Journalist: The film shows that world of cinema, doesn’t it run the risk of being only for the filmmakers, or for festivals, and less so for the public?
Gaston Dupratt: We don’t make films thinking about what audience it is aimed at as a focus group, luckily we make the films that we like. We trust that the public will see it and enjoy it. Many years ago, that requirement that a film has to be massive and that the public understands passed, today we see great failures of crude family comedies that in another era would have been successful. The public became sophisticated, especially after the pandemic, after seeing materials from all over the world on platforms. There is no more ‘let’s do it easy, let’s show what the public likes’. You like what is good, those formula films to hunt viewers are from 50 years ago, humbly some of our films show that they were box office successes. If the films are successes and also have their tour of festivals, there is the complete circuit. It’s history to make movies for some bearded men who gloat at festivals and then only the director and the family were sleeping in the room, that’s atrocious. And I don’t like merely local comedy that doesn’t come out of Argentina either.
Q.: The film has a tempo built with long sequence shots and a fixed camera, not suitable for the anxious. How do you fit into a fast paced editing context to avoid appearing slow to the audience?
GD: It has a unique staging, which has nothing to do with the speed of assembly, costumbrismo or speaking fast because the viewer is supposedly bored. We propose scenes with greater density, development, so that the actors can express themselves artistically in pursuit of their brilliance. We aim for a delicacy that requires us to be respectful of silences, pauses, without minced editing. It happens in reality, we are not on par with the costumbrista life of TV, there is subtlety and time gaps. We seek to access other sensations, it is our language, like a calligraphy.

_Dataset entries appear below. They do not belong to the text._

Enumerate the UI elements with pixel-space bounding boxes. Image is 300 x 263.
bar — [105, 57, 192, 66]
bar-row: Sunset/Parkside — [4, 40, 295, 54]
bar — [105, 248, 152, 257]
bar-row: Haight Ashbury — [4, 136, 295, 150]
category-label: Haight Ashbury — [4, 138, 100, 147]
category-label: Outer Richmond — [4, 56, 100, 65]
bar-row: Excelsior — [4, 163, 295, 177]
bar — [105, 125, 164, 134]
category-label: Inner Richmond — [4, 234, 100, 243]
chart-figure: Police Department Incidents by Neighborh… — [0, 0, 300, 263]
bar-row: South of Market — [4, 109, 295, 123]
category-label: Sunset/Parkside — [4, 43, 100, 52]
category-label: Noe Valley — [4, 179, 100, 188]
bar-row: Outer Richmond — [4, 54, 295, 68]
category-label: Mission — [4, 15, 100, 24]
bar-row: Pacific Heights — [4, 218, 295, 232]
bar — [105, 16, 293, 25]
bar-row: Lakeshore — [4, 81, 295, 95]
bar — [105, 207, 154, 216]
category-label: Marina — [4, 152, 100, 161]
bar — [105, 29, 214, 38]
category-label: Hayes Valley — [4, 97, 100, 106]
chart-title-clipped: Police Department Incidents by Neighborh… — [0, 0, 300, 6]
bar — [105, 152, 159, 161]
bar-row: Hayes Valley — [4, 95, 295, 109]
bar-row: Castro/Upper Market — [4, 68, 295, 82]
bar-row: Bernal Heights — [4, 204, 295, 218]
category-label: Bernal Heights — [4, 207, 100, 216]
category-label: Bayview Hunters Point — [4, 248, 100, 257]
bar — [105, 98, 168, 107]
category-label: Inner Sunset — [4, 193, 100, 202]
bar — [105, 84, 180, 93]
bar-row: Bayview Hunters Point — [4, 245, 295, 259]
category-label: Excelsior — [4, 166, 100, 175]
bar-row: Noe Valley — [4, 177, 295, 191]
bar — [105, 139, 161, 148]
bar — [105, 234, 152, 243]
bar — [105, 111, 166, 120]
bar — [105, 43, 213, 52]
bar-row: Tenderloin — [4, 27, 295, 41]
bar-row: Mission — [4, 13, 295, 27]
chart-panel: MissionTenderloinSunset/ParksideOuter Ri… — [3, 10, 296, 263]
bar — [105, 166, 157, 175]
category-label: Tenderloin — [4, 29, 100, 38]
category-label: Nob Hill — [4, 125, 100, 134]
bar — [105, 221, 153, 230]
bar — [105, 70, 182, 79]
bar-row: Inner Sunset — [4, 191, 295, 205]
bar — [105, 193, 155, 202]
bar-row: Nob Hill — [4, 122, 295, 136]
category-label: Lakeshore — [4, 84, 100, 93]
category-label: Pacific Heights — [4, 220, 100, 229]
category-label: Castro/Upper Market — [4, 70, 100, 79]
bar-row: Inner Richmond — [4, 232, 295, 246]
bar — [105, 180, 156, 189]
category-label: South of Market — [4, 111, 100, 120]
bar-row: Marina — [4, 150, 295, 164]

Mariano Cohn: Having these three monsters acting allows us to access master classes in acting with a powerful camera that records, but the performance remains in the foreground, without editing manipulation. We have high esteem for the public, there is no longer that passive spectator who watches TV like a drooling zombie. Our films always require the viewer to work in his seat, a certain gymnastics that forces you to take a position and even change your mind. Topics are not closed and hence the question of when a film ends. Keeping it going while discussing it over coffee would be a good life for a movie, when it doesn’t get stuck in the theater or on the platform.
Q.: There are two antagonistic characters as in all your films, but here they are close to their real lives. Surely something of what each one says happened to him in reality.

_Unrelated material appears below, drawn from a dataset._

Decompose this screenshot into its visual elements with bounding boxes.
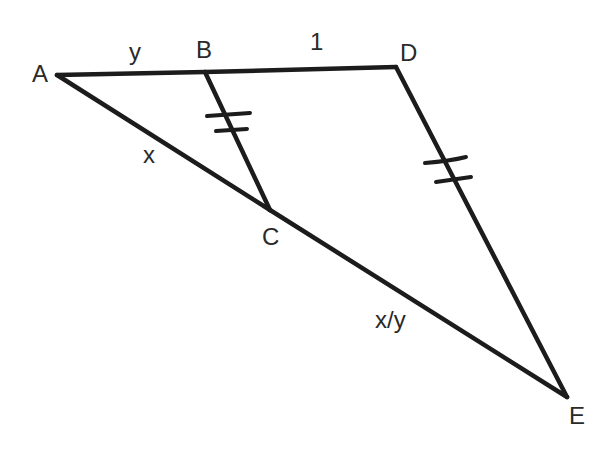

MC: The film arose with the idea of Penélope and Antonio to do something together and hence they talked about acting, creation, something that is never seen. One sees the finished film but never that construction of how the actor manages to reach the viewer. Each of the actors gave anecdotes and the intention was to make fun of us and add a share of evil to what we do every day. The premise was that the actors could display all their acting pyrotechnics, something that never happens because the shot is always filmed, it is cut, and for the reverse shot the actor goes to the trailer. We look for that unique moment of spontaneity, to see the one who speaks and the one who listens, to see that look in certain situations. We offered the actors the characters and they chose what was most comfortable for them, because of the closeness to reality, but it is risky to take on a role so similar to their lives and then ironize about it.
Q.: What do these large spaces that, we guess, are museums or theaters, contribute? As if the film took place in places designed for representation.
GD: The spaces are not mere sets but they play narratively and count. I think of the enormous space of a millionaire who made a foundation and has nothing to put inside, unused, dead, empty. That architecture tells the loneliness and gives a perfect context for the actors, who are like small figures in giant spaces, they are as if crushed by space, smooth, flat and cold. They seem alone with their truths and insecurities.
Q.: In addition to prestige, the ego, what other themes appear in the film?
GD: I am interested in what the businessman asks himself, what they think of him, that he is corrupt and a millionaire in an obscene way. So he wants to buy someone else’s prestige. That’s where artists who are permeable to that appear, something that can lead to genuine relationships. And we laugh at that feeling of superiority that actors feel because they think they are the most sensitive.
MC: I like the thing about the artist who thinks he is the one who suffers the most, that the public is not prepared to understand his genius, we see that in the wacky and unstable director who is put in her hands an artifact as complex as a movie.
Q.: They went through the world of art, architecture, literature, cinema, what’s next?
GD: We think up the stories and then they end up being set in those worlds, but the power struggle might take place in a kindergarten or the guy who comes back to his village might be a sportsman. ´My masterpiece´ is about friendship, not about the artistic genre.
MC: The stories could happen in any field but we take a closer look there because it is an environment that is comfortable for us and we do not have to impose. We couldn’t do it in jail.